The classical programmer in me is in love with the public/private paradigm of OO and I am finding it very hard to give up. This has caused me to run into an issue I was hoping you can help me with.
I have a singleton object called map. There can be only one. This map contains objects called Star (it's a game). A Star looks like this:
var Star = function(id, x, y) {
this.id_ = parseInt(id);
this.x_ = parseInt(x);
this.y_ = parseInt(y);
};
In reality there a lot more arguments and properties. This is just an example.
Map is defined like this:
var map = (function() {
// public interface
return {
init: function() {
getStars();
},
stars: {} // works but publicly accessible
};
var stars = new Array(); // fail
function getStars() {
$.getJSON("ps.php?jsoncallback=?", addStars);
}
function addStars(data) {
for (var x=0, xx=data.stars.length; x<xx; x++) {
map.stars[data.stars[x].id] = new Star(
data.stars[x].id,
data.stars[x].xpos,
data.stars[x].ypos
);
}
}
})();
I think due to scope of addStars
being a callback function of $.getJSON
that it can't add the newly created star to the private variable of stars (FireBug says it is undefined and jQuery calls into abort
after it tries to add it). However if I make stars a publicly visible object then it does work, but then stars is visible from the interface which is not what I want.
How can I keep stars private and have it accessible from the JSON callback?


TO DO >> With the pictures omitted, write out the entries that follow exactly as they stand.
*** Opening EXERCISE MATERIAL ***
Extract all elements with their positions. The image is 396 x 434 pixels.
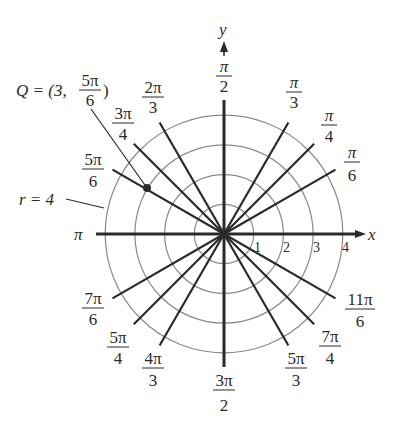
angle-label-4pi-over-3: 4π 3 xyxy=(142,349,164,390)
origin-dot xyxy=(221,231,228,238)
angle-label-pi-over-6: π 6 xyxy=(344,143,360,185)
svg-text:5π: 5π xyxy=(287,349,305,368)
ring-label-2: 2 xyxy=(283,240,290,255)
svg-text:3: 3 xyxy=(149,371,158,390)
ring-label-3: 3 xyxy=(313,240,320,255)
svg-text:4π: 4π xyxy=(144,349,162,368)
svg-text:5π: 5π xyxy=(109,328,127,347)
angle-label-7pi-over-4: 7π 4 xyxy=(319,327,341,368)
angle-label-5pi-over-3: 5π 3 xyxy=(285,349,307,390)
svg-text:3: 3 xyxy=(149,98,158,117)
polar-grid-diagram: x y π 1 2 3 4 π 2 π 3 π 4 π 6 2π 3 3π xyxy=(0,0,396,434)
svg-text:5π: 5π xyxy=(84,150,102,169)
svg-text:5π: 5π xyxy=(81,71,99,90)
svg-text:2: 2 xyxy=(220,396,229,415)
angle-label-pi-over-2: π 2 xyxy=(216,57,232,96)
ring-labels: 1 2 3 4 xyxy=(254,240,349,255)
svg-text:7π: 7π xyxy=(321,327,339,346)
svg-text:Q = (3,: Q = (3, xyxy=(16,81,67,100)
angle-label-pi: π xyxy=(74,225,83,244)
angle-label-5pi-over-6: 5π 6 xyxy=(82,150,104,191)
svg-text:4: 4 xyxy=(326,349,335,368)
r4-callout-label: r = 4 xyxy=(19,190,55,209)
x-axis-label: x xyxy=(367,225,376,244)
svg-text:6: 6 xyxy=(89,310,98,329)
svg-text:π: π xyxy=(220,57,229,76)
y-axis-label: y xyxy=(217,20,227,39)
svg-text:6: 6 xyxy=(89,172,98,191)
r4-leader-line xyxy=(66,199,104,208)
svg-text:7π: 7π xyxy=(84,289,102,308)
svg-text:4: 4 xyxy=(325,127,334,146)
svg-text:6: 6 xyxy=(86,91,95,110)
svg-text:π: π xyxy=(348,143,357,162)
svg-text:2π: 2π xyxy=(144,78,162,97)
angle-label-11pi-over-6: 11π 6 xyxy=(345,290,375,331)
svg-text:6: 6 xyxy=(356,312,365,331)
angle-label-pi-over-3: π 3 xyxy=(286,73,302,112)
angle-label-5pi-over-4: 5π 4 xyxy=(107,328,129,368)
angle-label-3pi-over-2: 3π 2 xyxy=(213,371,235,415)
point-q-label: Q = (3, 5π 6 ) xyxy=(16,71,109,110)
svg-text:11π: 11π xyxy=(348,290,373,309)
svg-text:4: 4 xyxy=(119,125,128,144)
angle-label-7pi-over-6: 7π 6 xyxy=(82,289,104,329)
svg-text:3π: 3π xyxy=(114,104,132,123)
svg-text:4: 4 xyxy=(114,349,123,368)
svg-text:π: π xyxy=(290,73,299,92)
ring-label-1: 1 xyxy=(254,240,261,255)
svg-text:3: 3 xyxy=(292,371,301,390)
svg-text:3π: 3π xyxy=(215,371,233,390)
angle-label-3pi-over-4: 3π 4 xyxy=(112,104,134,144)
svg-text:6: 6 xyxy=(348,166,357,185)
svg-text:3: 3 xyxy=(290,93,299,112)
ring-label-4: 4 xyxy=(342,240,349,255)
x-axis-arrow-icon xyxy=(355,230,366,238)
svg-text:π: π xyxy=(325,106,334,125)
svg-text:): ) xyxy=(103,81,109,100)
angle-label-pi-over-4: π 4 xyxy=(321,106,337,146)
angle-label-2pi-over-3: 2π 3 xyxy=(142,78,164,117)
svg-text:2: 2 xyxy=(220,77,229,96)
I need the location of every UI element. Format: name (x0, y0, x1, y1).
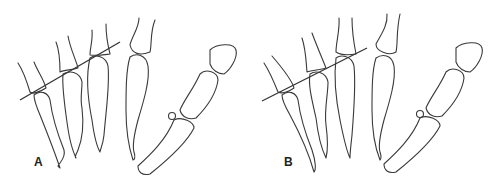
reference-line (20, 42, 120, 100)
sesamoid-bone (169, 113, 176, 120)
panel-a: A (0, 0, 250, 184)
panel-label-b: B (284, 155, 293, 169)
sesamoid-bone (417, 111, 424, 118)
panel-b: B (250, 0, 499, 184)
panel-label-a: A (34, 155, 43, 169)
reference-line (262, 48, 367, 101)
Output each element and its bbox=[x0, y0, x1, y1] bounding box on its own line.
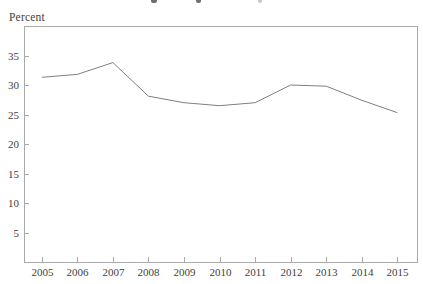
*** Closing EXERCISE MATERIAL ***
RESULT OF THIS EXERCISE >>
Extract all elements with their positions. The image is 396 x 434 pixels.
angle-label-4pi-over-3: 4π 3 xyxy=(142,349,164,390)
origin-dot xyxy=(221,231,228,238)
angle-label-pi-over-6: π 6 xyxy=(344,143,360,185)
svg-text:5π: 5π xyxy=(287,349,305,368)
ring-label-2: 2 xyxy=(283,240,290,255)
svg-text:3: 3 xyxy=(149,371,158,390)
ring-label-3: 3 xyxy=(313,240,320,255)
svg-text:4π: 4π xyxy=(144,349,162,368)
svg-text:5π: 5π xyxy=(109,328,127,347)
angle-label-7pi-over-4: 7π 4 xyxy=(319,327,341,368)
angle-label-5pi-over-3: 5π 3 xyxy=(285,349,307,390)
svg-text:3: 3 xyxy=(149,98,158,117)
polar-grid-diagram: x y π 1 2 3 4 π 2 π 3 π 4 π 6 2π 3 3π xyxy=(0,0,396,434)
svg-text:5π: 5π xyxy=(84,150,102,169)
svg-text:5π: 5π xyxy=(81,71,99,90)
svg-text:2: 2 xyxy=(220,396,229,415)
angle-label-pi-over-2: π 2 xyxy=(216,57,232,96)
ring-labels: 1 2 3 4 xyxy=(254,240,349,255)
svg-text:7π: 7π xyxy=(321,327,339,346)
svg-text:Q = (3,: Q = (3, xyxy=(16,81,67,100)
angle-label-pi: π xyxy=(74,225,83,244)
angle-label-5pi-over-6: 5π 6 xyxy=(82,150,104,191)
svg-text:4: 4 xyxy=(326,349,335,368)
r4-callout-label: r = 4 xyxy=(19,190,55,209)
x-axis-label: x xyxy=(367,225,376,244)
svg-text:6: 6 xyxy=(89,310,98,329)
svg-text:π: π xyxy=(220,57,229,76)
y-axis-label: y xyxy=(217,20,227,39)
svg-text:6: 6 xyxy=(89,172,98,191)
r4-leader-line xyxy=(66,199,104,208)
svg-text:7π: 7π xyxy=(84,289,102,308)
svg-text:4: 4 xyxy=(325,127,334,146)
svg-text:6: 6 xyxy=(86,91,95,110)
svg-text:π: π xyxy=(348,143,357,162)
svg-text:2π: 2π xyxy=(144,78,162,97)
angle-label-11pi-over-6: 11π 6 xyxy=(345,290,375,331)
svg-text:6: 6 xyxy=(356,312,365,331)
angle-label-pi-over-3: π 3 xyxy=(286,73,302,112)
angle-label-5pi-over-4: 5π 4 xyxy=(107,328,129,368)
angle-label-3pi-over-2: 3π 2 xyxy=(213,371,235,415)
point-q-label: Q = (3, 5π 6 ) xyxy=(16,71,109,110)
svg-text:11π: 11π xyxy=(348,290,373,309)
svg-text:4: 4 xyxy=(119,125,128,144)
angle-label-7pi-over-6: 7π 6 xyxy=(82,289,104,329)
svg-text:3π: 3π xyxy=(114,104,132,123)
svg-text:4: 4 xyxy=(114,349,123,368)
svg-text:π: π xyxy=(290,73,299,92)
ring-label-1: 1 xyxy=(254,240,261,255)
svg-text:3: 3 xyxy=(292,371,301,390)
svg-text:3π: 3π xyxy=(215,371,233,390)
angle-label-3pi-over-4: 3π 4 xyxy=(112,104,134,144)
svg-text:6: 6 xyxy=(348,166,357,185)
svg-text:3: 3 xyxy=(290,93,299,112)
ring-label-4: 4 xyxy=(342,240,349,255)
x-axis-arrow-icon xyxy=(355,230,366,238)
svg-text:π: π xyxy=(325,106,334,125)
svg-text:): ) xyxy=(103,81,109,100)
angle-label-pi-over-4: π 4 xyxy=(321,106,337,146)
angle-label-2pi-over-3: 2π 3 xyxy=(142,78,164,117)
svg-text:2: 2 xyxy=(220,77,229,96)
I need the location of every UI element. Format: name (x0, y0, x1, y1).
reference-line (20, 42, 120, 100)
sesamoid-bone (169, 113, 176, 120)
panel-a: A (0, 0, 250, 184)
panel-label-b: B (284, 155, 293, 169)
sesamoid-bone (417, 111, 424, 118)
panel-b: B (250, 0, 499, 184)
panel-label-a: A (34, 155, 43, 169)
reference-line (262, 48, 367, 101)
Output each element and its bbox=[x0, y0, x1, y1] bounding box on its own line.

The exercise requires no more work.